Evolving CONSTANT_Class
Brian Goetz
brian.goetz at oracle.com
Mon Jun 15 19:28:39 UTC 2020
>
> Here's a table listing all the type-flavored uses (where "X" means
> "allowed here" and "~" means "maybe not essential, but the semantics
> would be clear"):
More specifically, in the first two columns X means "allowed now", and
in the later columns, X means "proposed." Note too that the proposed
Species column is identical to the proposed Class name column.
The primitive column is interesting as we probably are going to
translate away all of these to some sort of `Qint` type when they appear
in these places, so in the JVM, are probably not needed.
> Another way to handle it is to distinguish between a *species*, which
> is a class-like entity, and a *species type*. It's helpful to remember
> that there may be inline types of species (that is, a "Q envelope" of
> a species).
I think this is a fruitful direction; I can have `ArrayList[T] extends
List[T]` where it is a class-like use, and I can have `Foo[T].x` where
it is a type-like use.
> 1) Treat everything in the class/interface table as a degenerate use
> of a type. A class name is always interpreted as an L type.
Given that a specializable class Foo<T> gives rise to species Foo[x] and
Foo[y], _and_ a class type Foo such that Foo[t] <: Foo for all t, the
duality between class and type here seems inevitable.
> - When a Class constant is viewed as a type (for (1) that's always,
> for (2) that's for type-flavored references), the implicit L envelope
> is a historical wart. Do we also support explicit L descriptors? Do we
> try to migrate the world away from the implicit envelopes?
I would love to migrate away, but I suspect the cost/benefit isn't
there. Historical warts are OK.
> - Should we add primitive types? How are they spelled? (The standard
> descriptor syntax for primitives is already interpreted as a bare
> class name.)
Given the way we are thinking for translation, where there is going to
be some Q type that stands in for primitives when used in class-y
contexts (if for no other reason than the double-slot thing), I don't
think this is needed.
> - How do we handle type variables, both top-level and nested? Either
> we embed constant pool pointers in Utf8 entries (yuck!), or we need to
> extend Class constants to support references both to Utf8 entries and
> to [some new thing].
This is the stringy-vs-tree problem we've been wrestling with for a long
time. The solution to this problem seems to hinge on the solution to
that one.
> - Should we revisit "naked" descriptor references, allowing them to
> point to either bare Utf8 entries or Class constants and
> MethodType/[something else] constants? Do we try to migrate the world
> away from naked descriptor references?
I think this may well fall out of the "trees vs strings" discussion.
> I'm appealing here to a design principle that seems to have driven the original constant pool design: Class constants are for things that get resolved (and can be cached); descriptor strings are little more than fancy names. This principle doesn't always get followed: the verifier sometimes loads classes named by descriptors; array type class constants resolve their element types without a separate entry; more recently, StackMapTables use Class constants to represent types, and MethodTypes resolve method descriptors "as if" there were class constants for all of the parameter types. But I think these, especially the recent ones, are mistakes, and I still think the original notion is a useful separation of concerns that we should try to follow in our design.
The tension that comes up here is that we want to be able to match
descriptors between clients and declarations. I don't want to invent
one way to describe class constants for species, and another way to
embed species in descriptors.
Now, it may be possible (depending on our translation strategy) that we
don't need to embed species in descriptors, because we're just going to
erase descriptors, and put the specialization information somewhere
else, for the VM to use opportunistically. That would make the
splitting strategy more appealing.
> - For bare descriptors (type of a field), it's fine to use something like "LList[QVal;];". Or maybe it's useful to describe descriptors in terms of Class/Species constants. In any case, there's still a need to figure out how to parameterize a descriptor with live constants ("LList[$T];"), but I think this can be set aside as a separate problem.
This is the one I'm alluding to above.
> So I think we need CONSTANT_SpecializedMethodref, which has 1) a pointer to a Methodref constant, and 2) pointers to some resolvable constants (typically, but maybe not exclusively, representing types). (Caveat: there are some details about the interaction between type arguments, overriding, and method resolution that I'm hand-waving about. Maybe the encoding will be stacked a little differently.)
We've been around this merry go round a few times too, going back and
forth between cramming stuff into the descriptor string and putting the
method types somewhere else. Again, the translation story (can we leave
descriptors alone) impinges on this.
Don't forget that when you have a local generic class nested in a
generic method, the method args implicitly parameterize the nested
class. Which means that when we refer to a species of the local class,
we have to supply the type arguments for both the method and for the
local class (and any other enclosing classes.) Again, there is a
lump/split choice here; we can smoosh together the arguments, or provide
a trail of witnesses to the enclosing arguments. If we choose the
latter, then it might be mix of C_SMRef and C_Species.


EXERCISE DESCRIPTION
This exercise asks for every line of the material that includes the word "patients".

(RECORDS SUPPLIED begins)

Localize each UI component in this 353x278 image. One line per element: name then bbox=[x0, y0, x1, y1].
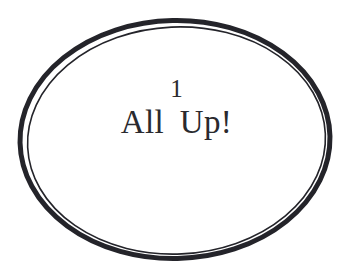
badge-title: All Up! bbox=[0, 105, 353, 139]
badge-label-block: 1 All Up! bbox=[0, 76, 353, 139]
badge-canvas: 1 All Up! bbox=[0, 0, 353, 278]
badge-number: 1 bbox=[0, 76, 353, 102]
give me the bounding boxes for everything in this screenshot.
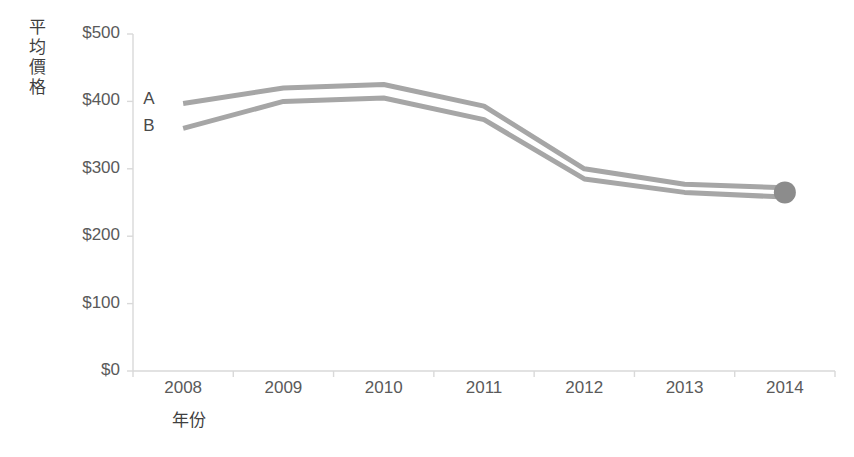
line-chart: 平 均 價 格 年份 $0$100$200$300$400$500 200820… — [0, 0, 854, 457]
series-line-a — [183, 85, 785, 188]
data-point-marker — [774, 181, 796, 203]
plot-area — [0, 0, 854, 457]
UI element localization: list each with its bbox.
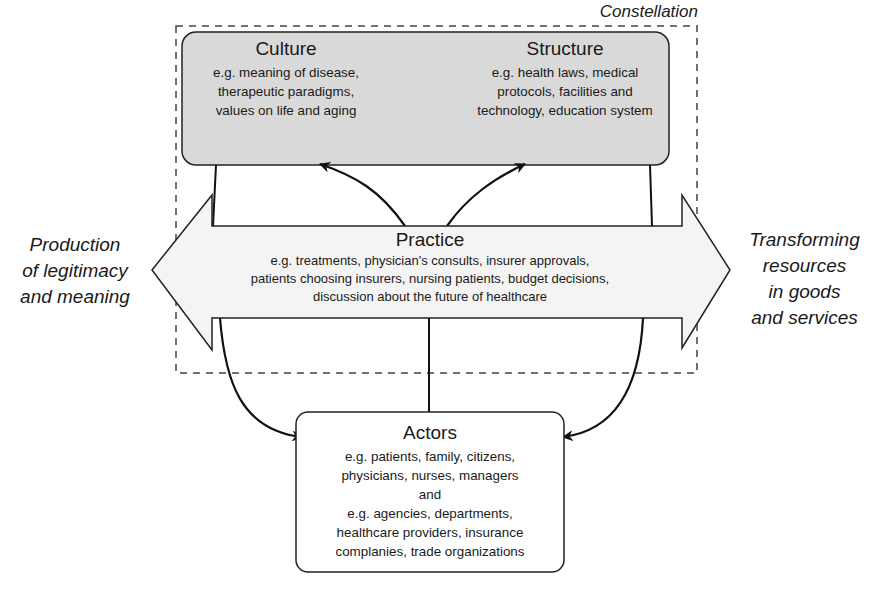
left-outcome-line: and meaning bbox=[0, 284, 150, 310]
actors-line: and bbox=[298, 485, 562, 504]
structure-connector-line bbox=[650, 165, 652, 226]
structure-to-actors-arrow bbox=[563, 318, 643, 437]
practice-title: Practice bbox=[230, 229, 630, 252]
practice-line: discussion about the future of healthcar… bbox=[230, 288, 630, 306]
actors-line: complanies, trade organizations bbox=[298, 542, 562, 561]
actors-description: e.g. patients, family, citizens, physici… bbox=[298, 447, 562, 561]
right-outcome-line: Transforming bbox=[727, 227, 882, 253]
actors-title: Actors bbox=[298, 422, 562, 445]
practice-to-culture-arrow bbox=[320, 164, 405, 226]
practice-line: patients choosing insurers, nursing pati… bbox=[230, 270, 630, 288]
left-outcome-line: of legitimacy bbox=[0, 258, 150, 284]
right-outcome-line: resources bbox=[727, 253, 882, 279]
culture-connector-line bbox=[213, 165, 216, 226]
practice-to-structure-arrow bbox=[447, 164, 525, 226]
practice-line: e.g. treatments, physician's consults, i… bbox=[230, 252, 630, 270]
left-outcome-label: Production of legitimacy and meaning bbox=[0, 232, 150, 310]
structure-description: e.g. health laws, medical protocols, fac… bbox=[460, 63, 670, 120]
culture-to-actors-arrow bbox=[220, 318, 302, 437]
structure-block: Structure e.g. health laws, medical prot… bbox=[460, 38, 670, 120]
right-outcome-line: and services bbox=[727, 305, 882, 331]
actors-line: e.g. agencies, departments, bbox=[298, 504, 562, 523]
culture-line: values on life and aging bbox=[186, 101, 386, 120]
culture-title: Culture bbox=[186, 38, 386, 61]
actors-line: healthcare providers, insurance bbox=[298, 523, 562, 542]
right-outcome-line: in goods bbox=[727, 279, 882, 305]
structure-line: e.g. health laws, medical bbox=[460, 63, 670, 82]
culture-line: e.g. meaning of disease, bbox=[186, 63, 386, 82]
actors-line: physicians, nurses, managers bbox=[298, 466, 562, 485]
actors-line: e.g. patients, family, citizens, bbox=[298, 447, 562, 466]
left-outcome-line: Production bbox=[0, 232, 150, 258]
right-outcome-label: Transforming resources in goods and serv… bbox=[727, 227, 882, 331]
structure-title: Structure bbox=[460, 38, 670, 61]
culture-line: therapeutic paradigms, bbox=[186, 82, 386, 101]
structure-line: technology, education system bbox=[460, 101, 670, 120]
actors-block: Actors e.g. patients, family, citizens, … bbox=[298, 422, 562, 561]
culture-block: Culture e.g. meaning of disease, therape… bbox=[186, 38, 386, 120]
structure-line: protocols, facilities and bbox=[460, 82, 670, 101]
practice-block: Practice e.g. treatments, physician's co… bbox=[230, 229, 630, 306]
practice-description: e.g. treatments, physician's consults, i… bbox=[230, 252, 630, 306]
constellation-label: Constellation bbox=[560, 2, 698, 22]
culture-description: e.g. meaning of disease, therapeutic par… bbox=[186, 63, 386, 120]
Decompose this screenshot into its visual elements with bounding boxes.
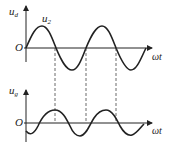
upper-y-axis-label: ud: [9, 6, 18, 19]
u2-curve-label: u2: [42, 13, 51, 26]
upper-x-axis-label: ωt: [152, 52, 162, 62]
lower-x-axis-label: ωt: [152, 126, 162, 136]
waveform-graphics: [0, 0, 174, 151]
lower-y-axis-label: ug: [9, 85, 18, 98]
dashed-guides: [55, 48, 116, 123]
upper-origin-label: O: [15, 42, 23, 53]
waveform-diagram: ud u2 O ωt ug O ωt: [0, 0, 174, 151]
lower-origin-label: O: [15, 117, 23, 128]
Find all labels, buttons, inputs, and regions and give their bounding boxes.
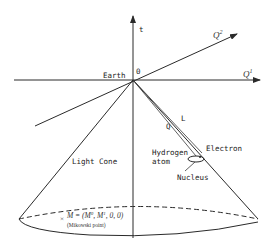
light-cone-label: Light Cone (72, 157, 118, 166)
earth-label: Earth (103, 71, 126, 80)
hydrogen-atom-orbit (188, 156, 204, 162)
electron-label: Electron (206, 144, 242, 153)
ray-q-label: Q (166, 122, 171, 131)
cone-base-back (19, 207, 258, 220)
nucleus-label: Nucleus (177, 173, 209, 182)
q1-axis-label: Q1 (243, 68, 253, 79)
atom-label: atom (152, 157, 171, 166)
q2-axis-label: Q2 (213, 29, 223, 40)
electron-dot (199, 156, 201, 158)
time-axis-label: t (139, 25, 144, 34)
ray-q (133, 80, 196, 156)
cone-left-edge (19, 80, 133, 219)
ray-l (133, 80, 202, 153)
hydrogen-label: Hydrogen (152, 148, 188, 157)
point-caption: (Mikowski point) (67, 222, 106, 229)
nucleus-pointer (185, 162, 195, 171)
point-marker: × (60, 215, 64, 223)
ray-l-label: L (181, 114, 186, 123)
cone-base-front (19, 219, 258, 236)
origin-label: 0 (136, 67, 141, 76)
light-cone-diagram: t Q1 Q2 Earth 0 L Q Hydrogen atom Electr… (0, 0, 273, 250)
point-formula: M = (M0, M1, 0, 0) (66, 211, 124, 220)
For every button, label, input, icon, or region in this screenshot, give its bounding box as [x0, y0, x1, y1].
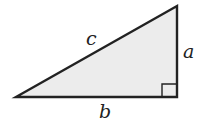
- label-vertical-leg: a: [183, 40, 194, 62]
- label-hypotenuse: c: [86, 27, 97, 49]
- label-horizontal-leg: b: [99, 100, 111, 122]
- triangle: [16, 6, 177, 97]
- right-triangle-diagram: c a b: [0, 0, 211, 126]
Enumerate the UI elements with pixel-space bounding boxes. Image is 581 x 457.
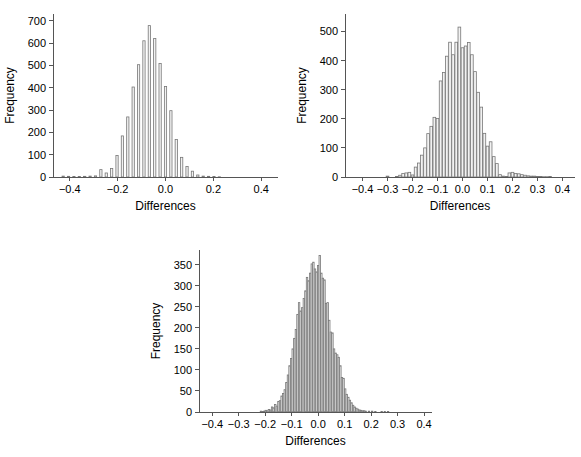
x-tick-label: 0.0: [158, 183, 173, 195]
y-tick-label: 400: [320, 55, 338, 67]
histogram-bar: [496, 164, 499, 177]
y-tick-label: 100: [174, 364, 192, 376]
y-axis: 0100200300400500: [320, 14, 345, 183]
y-tick-label: 50: [180, 385, 192, 397]
histogram-bar: [408, 172, 411, 177]
histogram-bar: [455, 42, 458, 177]
histogram-bar: [186, 167, 188, 177]
y-axis: 050100150200250300350: [174, 250, 199, 418]
x-tick-label: −0.2: [107, 183, 129, 195]
histogram-bar: [402, 174, 405, 177]
histogram-panel-1: 0100200300400500600700−0.4−0.20.00.20.4D…: [0, 0, 290, 220]
x-tick-label: −0.1: [427, 183, 449, 195]
histogram-bar: [480, 107, 483, 177]
y-tick-label: 300: [174, 280, 192, 292]
y-axis: 0100200300400500600700: [28, 14, 53, 183]
histogram-bar: [143, 41, 145, 177]
x-axis-title: Differences: [135, 199, 195, 213]
histogram-bar: [442, 73, 445, 177]
x-axis: −0.4−0.3−0.2−0.10.00.10.20.30.4: [345, 177, 575, 195]
y-tick-label: 700: [28, 15, 46, 27]
y-tick-label: 100: [28, 149, 46, 161]
y-axis-title: Frequency: [149, 303, 163, 360]
histogram-bar: [105, 173, 107, 177]
histogram-bar: [154, 39, 156, 177]
histogram-bar: [137, 65, 139, 177]
x-tick-label: −0.4: [59, 183, 81, 195]
histogram-bar: [164, 87, 166, 177]
histogram-bar: [417, 163, 420, 177]
histogram-bar: [436, 118, 439, 177]
histogram-bar: [127, 117, 129, 177]
x-tick-label: −0.2: [254, 418, 276, 430]
x-axis-title: Differences: [285, 434, 345, 448]
chart-svg-panel-3: 050100150200250300350−0.4−0.3−0.2−0.10.0…: [145, 232, 445, 457]
histogram-bar: [414, 167, 417, 177]
y-tick-label: 500: [320, 25, 338, 37]
x-tick-label: 0.3: [530, 183, 545, 195]
histogram-bar: [514, 174, 517, 177]
x-tick-label: 0.3: [390, 418, 405, 430]
bars-group: [260, 255, 389, 412]
histogram-bar: [511, 172, 514, 177]
y-tick-label: 200: [174, 322, 192, 334]
y-tick-label: 400: [28, 82, 46, 94]
histogram-bar: [508, 173, 511, 177]
histogram-bar: [430, 126, 433, 177]
y-tick-label: 0: [40, 171, 46, 183]
chart-svg-panel-2: 0100200300400500−0.4−0.3−0.2−0.10.00.10.…: [290, 0, 581, 220]
x-tick-label: 0.4: [555, 183, 570, 195]
histogram-panel-3: 050100150200250300350−0.4−0.3−0.2−0.10.0…: [145, 232, 445, 457]
histogram-bar: [446, 56, 449, 177]
y-tick-label: 350: [174, 259, 192, 271]
histogram-bar: [427, 134, 430, 177]
histogram-bar: [439, 81, 442, 177]
histogram-bar: [449, 42, 452, 177]
x-tick-label: −0.3: [228, 418, 250, 430]
histogram-bar: [477, 92, 480, 177]
x-axis-title: Differences: [430, 199, 490, 213]
x-tick-label: 0.4: [416, 418, 431, 430]
y-tick-label: 100: [320, 142, 338, 154]
x-tick-label: 0.0: [310, 418, 325, 430]
x-tick-label: −0.4: [201, 418, 223, 430]
y-tick-label: 600: [28, 37, 46, 49]
x-tick-label: 0.0: [455, 183, 470, 195]
histogram-bar: [433, 117, 436, 177]
histogram-bar: [424, 148, 427, 177]
histogram-bar: [405, 173, 408, 177]
x-axis: −0.4−0.20.00.20.4: [53, 177, 278, 195]
histogram-bar: [421, 155, 424, 177]
histogram-bar: [170, 111, 172, 177]
x-tick-label: 0.2: [363, 418, 378, 430]
y-tick-label: 500: [28, 59, 46, 71]
y-tick-label: 200: [320, 113, 338, 125]
histogram-bar: [100, 170, 102, 177]
x-tick-label: 0.1: [337, 418, 352, 430]
histogram-bar: [452, 55, 455, 177]
y-tick-label: 150: [174, 343, 192, 355]
histogram-bar: [132, 87, 134, 177]
x-tick-label: −0.1: [281, 418, 303, 430]
histogram-bar: [474, 72, 477, 177]
y-axis-title: Frequency: [3, 67, 17, 124]
bars-group: [386, 27, 551, 177]
histogram-bar: [181, 157, 183, 177]
histogram-bar: [489, 142, 492, 177]
x-tick-label: 0.2: [505, 183, 520, 195]
histogram-bar: [159, 64, 161, 177]
histogram-bar: [471, 55, 474, 177]
y-tick-label: 300: [320, 84, 338, 96]
x-tick-label: 0.4: [254, 183, 269, 195]
x-tick-label: −0.4: [352, 183, 374, 195]
y-tick-label: 0: [332, 171, 338, 183]
histogram-bar: [486, 146, 489, 177]
histogram-bar: [116, 156, 118, 177]
histogram-bar: [483, 133, 486, 177]
x-tick-label: −0.3: [377, 183, 399, 195]
histogram-bar: [492, 157, 495, 177]
y-axis-title: Frequency: [295, 67, 309, 124]
x-axis: −0.4−0.3−0.2−0.10.00.10.20.30.4: [199, 412, 432, 430]
histogram-bar: [111, 169, 113, 177]
histogram-bar: [461, 48, 464, 177]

(RECORDS SUPPLIED ends)

RESPONSE
actors-description: e.g. patients, family, citizens, physici… bbox=[298, 447, 562, 561]
practice-line: patients choosing insurers, nursing pati… bbox=[230, 270, 630, 288]
actors-line: e.g. patients, family, citizens, bbox=[298, 447, 562, 466]
actors-block: Actors e.g. patients, family, citizens, … bbox=[298, 422, 562, 561]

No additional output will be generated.